[caption id="attachment_920" align="alignright" width="300" caption="2004 Greased Pig Contest, Photo by Ken Ratcliff, Wikipedia Commons"]Houston, Indiana Greased Pig Contest, October, 2004[/caption]

Sometimes being an employer is like being in a greased pig contest: you just can’t get your arms around it. An employee does something that amply justifies firing him. He admits what he did, but seeks and (eventually) is awarded unemployment, thereby costing the employer’s account. What gives?

A recent court decision, Robles v. EDD  here in Alameda County shows how slippery this problem is. Liquid Environmental Solutions employed Jose Robles as a food grease collector, and provided him with a shoe allowance that allowed him to buy work shoes> Instead, Mr. Robles tried to used the allowance to buy shoes for a needy friend. He knew this was not allowed, and he lost his job. The Employment Development Department determined that he broke a “reasonable employer rule” and because of that, Mr. Robles was denied unemployment benefits. Mr. Robles appealed the EDD determination, lost twice, failed to get a the Alameda County Superior Court to overturn, and won in the First District Court of Appeal.

The Court of Appeal noted that Cal. Unemp. Ins. Code § 1256 states that an “individual is disqualified for unemployment compensation benefits if the director finds that he or she . . . has been discharged for misconduct connected with his or her most recent work.” However, the same statute creates a presumption that reasons other than misconduct caused the discharge. This means that it is up to the employer to prove that the discharge was because of misconduct.

Relying on the case of Amador v. Unemployment Ins. Appeals Bd, 35 Cal. 3d 671 (1985), the court found that “misconduct” is something more than good faith errors or “ordinary negligence”: it is
"conduct evincing such wilful or wanton disregard of an employer's interests as is found in deliberate violations or disregard of standards of behavior which the employer has the right to expect of his employee, or in carelessness or negligence of such degree or recurrence as to manifest equal culpability, wrongful intent or evil design, or to show an intentional and substantial disregard of the employer's interests or of the employee's duties and obligations to his employer.

The basic test is: what was the employee’s intent?
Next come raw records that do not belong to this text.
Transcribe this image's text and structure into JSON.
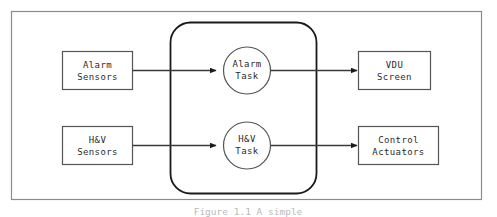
{
  "figure": {
    "outer_frame_color": "#8c8c8c",
    "shape_stroke_color": "#555555",
    "group_stroke_color": "#1a1a1a",
    "arrow_color": "#3a3a3a",
    "text_color": "#2b2b2b",
    "background": "#ffffff"
  },
  "caption": {
    "text": "Figure 1.1  A simple"
  },
  "input_nodes": [
    {
      "id": "alarm-sensors",
      "line1": "Alarm",
      "line2": "Sensors"
    },
    {
      "id": "hv-sensors",
      "line1": "H&V",
      "line2": "Sensors"
    }
  ],
  "task_nodes": [
    {
      "id": "alarm-task",
      "line1": "Alarm",
      "line2": "Task"
    },
    {
      "id": "hv-task",
      "line1": "H&V",
      "line2": "Task"
    }
  ],
  "output_nodes": [
    {
      "id": "vdu-screen",
      "line1": "VDU",
      "line2": "Screen"
    },
    {
      "id": "control-actuators",
      "line1": "Control",
      "line2": "Actuators"
    }
  ]
}
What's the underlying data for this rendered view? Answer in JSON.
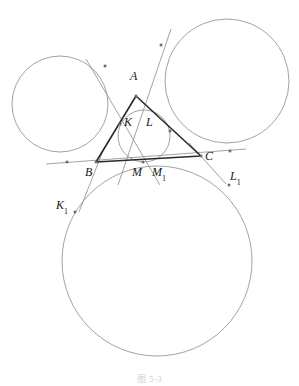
{
  "figure": {
    "caption": "图 5-3",
    "width": 299,
    "height": 386,
    "background": "#ffffff",
    "stroke_thin": "#8a8a8a",
    "stroke_thick": "#2a2a2a",
    "marker_color": "#6b6b6b",
    "label_color": "#1a1a1a"
  },
  "labels": {
    "A": "A",
    "B": "B",
    "C": "C",
    "K": "K",
    "L": "L",
    "M": "M",
    "M1_base": "M",
    "M1_sub": "1",
    "K1_base": "K",
    "K1_sub": "1",
    "L1_base": "L",
    "L1_sub": "1"
  },
  "geometry": {
    "triangle": {
      "A": [
        136,
        96
      ],
      "B": [
        96,
        162
      ],
      "C": [
        201,
        156
      ],
      "stroke": "#2a2a2a",
      "stroke_width": 1.6
    },
    "incircle": {
      "cx": 144,
      "cy": 136,
      "r": 26,
      "stroke": "#8a8a8a",
      "stroke_width": 0.8
    },
    "circles": [
      {
        "name": "left-circle",
        "cx": 60,
        "cy": 104,
        "r": 48,
        "stroke": "#8a8a8a",
        "stroke_width": 0.8
      },
      {
        "name": "right-circle",
        "cx": 227,
        "cy": 81,
        "r": 62,
        "stroke": "#8a8a8a",
        "stroke_width": 0.8
      },
      {
        "name": "bottom-circle",
        "cx": 157,
        "cy": 261,
        "r": 95,
        "stroke": "#8a8a8a",
        "stroke_width": 0.8
      }
    ],
    "tangent_lines": [
      {
        "name": "line-through-A-upper-left",
        "x1": 86,
        "y1": 59,
        "x2": 160,
        "y2": 185
      },
      {
        "name": "line-through-A-upper-right",
        "x1": 171,
        "y1": 29,
        "x2": 118,
        "y2": 185
      },
      {
        "name": "line-base-extended",
        "x1": 46,
        "y1": 164,
        "x2": 246,
        "y2": 149
      },
      {
        "name": "line-B-to-K1",
        "x1": 104,
        "y1": 148,
        "x2": 79,
        "y2": 212
      },
      {
        "name": "line-C-to-L1",
        "x1": 189,
        "y1": 143,
        "x2": 226,
        "y2": 184
      }
    ],
    "markers": [
      {
        "name": "point-A",
        "x": 136,
        "y": 96
      },
      {
        "name": "point-B",
        "x": 96,
        "y": 162
      },
      {
        "name": "point-C",
        "x": 201,
        "y": 156
      },
      {
        "name": "point-K",
        "x": 120,
        "y": 124
      },
      {
        "name": "point-M",
        "x": 143,
        "y": 162
      },
      {
        "name": "point-L",
        "x": 170,
        "y": 131
      },
      {
        "name": "point-upper-left",
        "x": 105,
        "y": 66
      },
      {
        "name": "point-upper-right",
        "x": 161,
        "y": 45
      },
      {
        "name": "point-left-base",
        "x": 67,
        "y": 162
      },
      {
        "name": "point-right-base",
        "x": 230,
        "y": 151
      },
      {
        "name": "point-K1",
        "x": 75,
        "y": 212
      },
      {
        "name": "point-L1",
        "x": 229,
        "y": 185
      }
    ],
    "label_positions": {
      "A": {
        "x": 130,
        "y": 70
      },
      "B": {
        "x": 85,
        "y": 166
      },
      "C": {
        "x": 205,
        "y": 150
      },
      "K": {
        "x": 124,
        "y": 116
      },
      "L": {
        "x": 146,
        "y": 116
      },
      "M": {
        "x": 132,
        "y": 166
      },
      "M1": {
        "x": 152,
        "y": 166
      },
      "K1": {
        "x": 56,
        "y": 199
      },
      "L1": {
        "x": 230,
        "y": 170
      }
    }
  }
}
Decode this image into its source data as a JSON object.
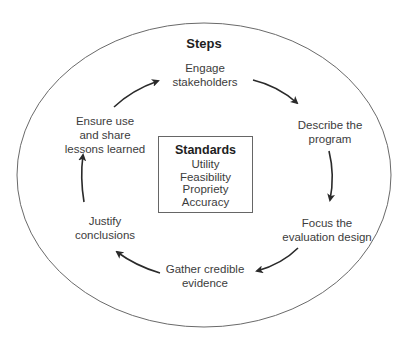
{
  "diagram": {
    "outer_title": "Steps",
    "steps": [
      {
        "label_line1": "Engage",
        "label_line2": "stakeholders"
      },
      {
        "label_line1": "Describe the",
        "label_line2": "program"
      },
      {
        "label_line1": "Focus the",
        "label_line2": "evaluation design"
      },
      {
        "label_line1": "Gather credible",
        "label_line2": "evidence"
      },
      {
        "label_line1": "Justify",
        "label_line2": "conclusions"
      },
      {
        "label_line1": "Ensure use",
        "label_line2": "and share",
        "label_line3": "lessons learned"
      }
    ],
    "standards": {
      "title": "Standards",
      "items": [
        "Utility",
        "Feasibility",
        "Propriety",
        "Accuracy"
      ]
    },
    "colors": {
      "ellipse": "#6a6a6a",
      "arrow": "#2a2a2a",
      "text": "#3c3c3c"
    }
  }
}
Sloppiness does not meet the standard. It has to be willful and wanton. The court found that “an employee's unequivocal refusal to comply with the employer's rule, without more, is not misconduct within the meaning of section 1256.” Instead, there has to be evidence of deliberate disobedience, such as prior warnings after similar incidents. Mr. Robles violated a reasonable rule, but it was “a good faith error in judgment rather than [] misconduct.”

Mr. Robles’ saving grace was that his former employer never contested his application for unemployment benefits. It never responded to a request for information; in fact, the EDD and the trial court only used information that Mr. Robles presented to deny him benefits. By remaining silent, the employer did not meet its burden of proving misconduct under section 1256 – something that even the EDD seemed willing to find without the help of the employer.

Takeaway for Employers.

First, do as Mr. Robles’ employer did – establish a clear policy – in this case, a shoe allowance for the employee. That makes it easier to decide what is a policy violation. Second, if you think someone might lose his job because of misconduct, you have to document that it was deliberate misconduct. That usually means giving written warnings not to repeat conduct, although if the conduct is sufficiently deliberate and bad, you can establish misconduct the first time it happens. Third, if sacking someone for misconduct, be prepared to meet your burden at an EDD hearing. The employee wins if you do not provide evidence, because the law presumes that no misconduct was involved.